Our mission frontiers run down every street and village, through every house, home, and classroom. The whole globe today is small, compact, and shrunken. We see, hear, watch, read, follow what happens moment by moment around the world. The interdependence and the interlinking of all mankind is an actual modern fact. We all ride this planet together. Our nation is one in a dependent family of nations. Romans 14:7 avows, “For none of us lives to himself, and not one of us dieth to himself.”
As Baptist churches, and as a Baptist people, we need each other. One segment of our community cannot do our work, our task, alone. Our strength lies in a common determination and a common dedication. One church can build a Sunday school, but a Sunday school movement must be launched by an association of churches through a Sunday school board. One church can send a missionary, but a vast missionary movement must be engineered by a denomination of churches through a foreign mission board.
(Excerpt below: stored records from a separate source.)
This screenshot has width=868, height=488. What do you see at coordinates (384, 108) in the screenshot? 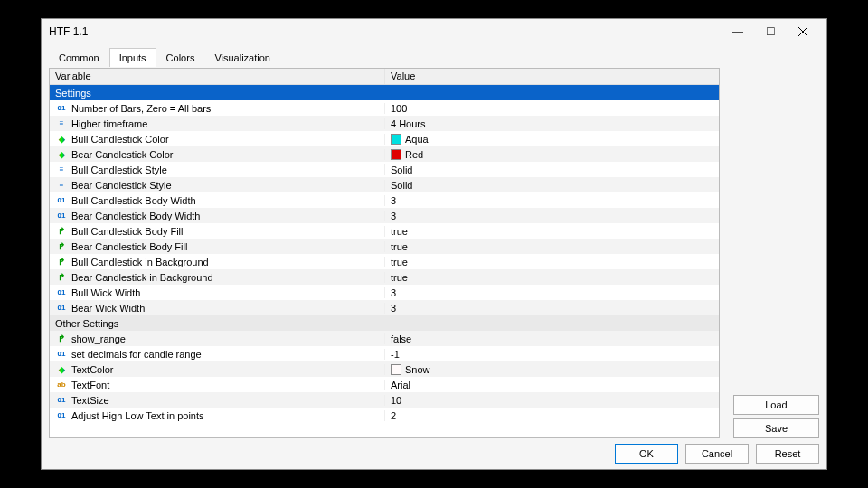
I see `table-row: 01Number of Bars, Zero = All bars100` at bounding box center [384, 108].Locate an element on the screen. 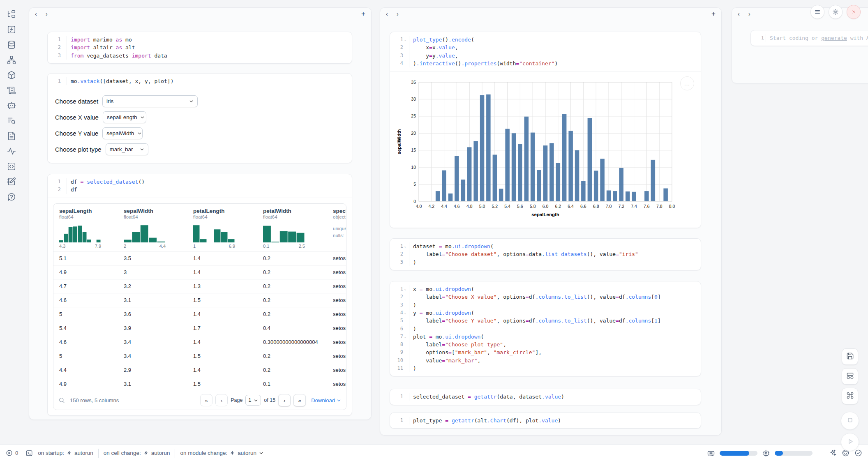  table-scroll-area: sepalLengthfloat644.37.9sepalWidthfloat6… is located at coordinates (200, 297).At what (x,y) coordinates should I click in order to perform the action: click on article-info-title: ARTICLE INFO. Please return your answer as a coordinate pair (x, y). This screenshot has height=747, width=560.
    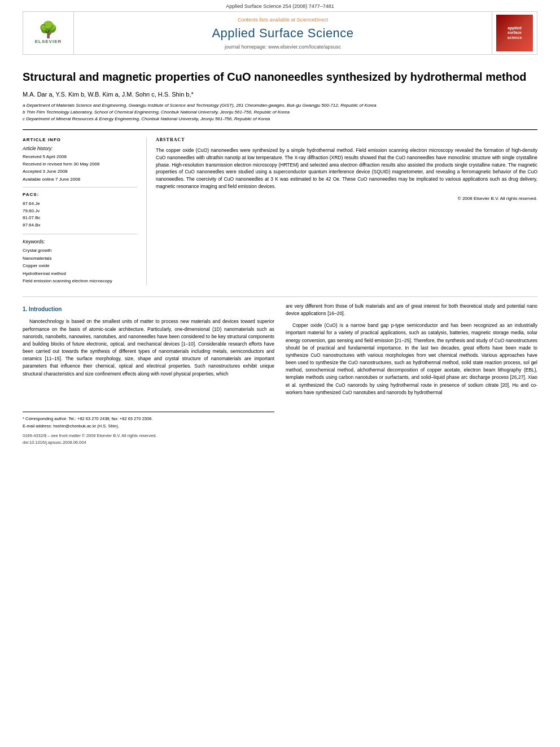
    Looking at the image, I should click on (80, 140).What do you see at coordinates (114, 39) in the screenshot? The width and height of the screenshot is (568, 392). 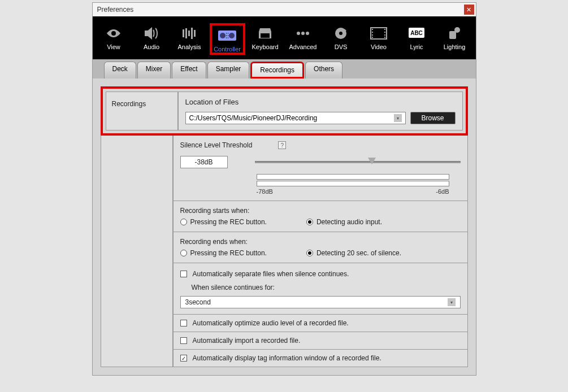 I see `toolbar-view: View` at bounding box center [114, 39].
One church can have a revival, but a revival movement must be prayed for, and prayed down, and lifted up by a community of churches through an evangelistic director.
In reflecting on Criswell’s sermon 35 years later, there are still many lessons for us today. Some of the names could be changed to reflect current trends and the sermon be preached again today. Criswell couldn’t imagine how linked our world is today. He called it small, compact, and shrunken, but he would be amazed to see how much smaller it has become. This means that every church’s chance to impact the nations is even greater.
Criswell also used the death of institutions in the past to warn the SBC about their own future.
An institution can be like a great tree which in times past withstood the rain, and the wind, and the storm, and the lightning, but finally fell because the heart had rotted out. Insects, termites destroyed the great monarch of the woods. This is the unspeakably tragic thing that happens to many of our Christian institutions, and eventually threatens them all. They are delivered to secularism and infidelity, not because of a bitter frontal attack from without, but because of a slow, gradual permeation of the rot and curse of unbelief from within.
His warning about the danger of internal rot still holds true today. Internal rot often comes from the place you least expect it. This means that no matter what side you find yourself on current SBC events, we all need to check our own hearts. Criswell’s warning means that we all must continually work to bring to stoke the fire of the gospel in our hearts. The illustrations Criswell uses are proof that everyone is capable of straying from the gospel, no matter how close we find ourselves to God today.
As it relates to institutions and churches, Criswell states that we need each other. The SBC in 1985 was focused on who was out, and who was in, much in the same way it is today. Some of the same labels and insults are used as they were then. But Criswell’s point remains the same. “Our strength lies in a common determination and a common dedication.” The strength of the SBC is not that we all believe exactly the same way, but in that we all share the common goal of taking the gospel to the nations. The future of our denomination is in the hands of God as he said. But our future as a denomination also lies in our willingness to overcome and differences and put the gospel above all else.